AP Physics 1 Unit 4: Linear Momentum Practice Test
AP Physics 1 Unit 4 Linear Momentum practice — impulse, conservation of momentum, collisions, and center of mass. AP-style MCQ and FRQ collision problems.
Momentum and Collisions in AP Physics 1
Unit 4 introduces momentum as a vector quantity and establishes conservation of linear momentum as one of the most broadly applicable principles in physics. AP Physics 1 collision problems and impulse FRQs are among the most frequently tested multi-step reasoning questions on the exam.
Core Topics in Linear Momentum
- Linear Momentum — Defining momentum as the product of mass and velocity; vector nature and sign conventions.
- Impulse-Momentum Theorem — Relating the net impulse on an object to its change in momentum; force-time graphs.
- Conservation of Linear Momentum — Applying conservation to isolated systems during collisions and explosions.
- Elastic Collisions — Both kinetic energy and momentum are conserved; relative velocity relationships.
- Inelastic and Perfectly Inelastic Collisions — Momentum conserved; kinetic energy not conserved; objects stick together.
- Center of Mass — Conceptual understanding of center-of-mass motion for a system of objects.
Key AP Skills for Linear Momentum
Momentum Conservation in Collision FRQs
AP Physics 1 collision FRQs typically present a scenario (two carts on a track, a bullet embedding in a block, an explosion separating two objects) and ask students to apply momentum conservation, justify why momentum is conserved, and sometimes compare kinetic energy before and after. A common error is applying momentum conservation when an external horizontal force is present — always check whether the system is truly isolated.
Reading Force-Time Graphs for Impulse
The area under a force-time graph equals the impulse delivered to an object. AP MCQ questions frequently show irregular force-time curves and ask students to estimate or compare impulses — a skill that requires conceptual graph reading rather than formula substitution.
Center of Mass Reasoning
AP Physics 1 includes qualitative center-of-mass questions where students must predict how the center of mass of a system moves (or does not move) when internal forces act. If no external net force acts on a system, the center of mass moves at constant velocity — a powerful reasoning shortcut for complex scenarios.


[What you should do]: Everything from the line with "Image resolution: width=928" to the final line of the records should be reproduced word for word, with both of those lines kept.

[Data provided]:
+ + + +
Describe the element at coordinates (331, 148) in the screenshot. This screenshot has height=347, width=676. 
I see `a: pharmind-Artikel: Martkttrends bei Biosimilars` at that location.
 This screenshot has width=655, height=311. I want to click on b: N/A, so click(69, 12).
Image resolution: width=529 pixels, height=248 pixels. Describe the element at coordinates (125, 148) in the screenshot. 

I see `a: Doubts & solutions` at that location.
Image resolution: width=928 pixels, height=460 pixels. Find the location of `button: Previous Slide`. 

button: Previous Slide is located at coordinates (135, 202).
+ + + +
[Result of this task]:
Image resolution: width=928 pixels, height=460 pixels. Find the location of `button: Previous Slide`. 

button: Previous Slide is located at coordinates (135, 202).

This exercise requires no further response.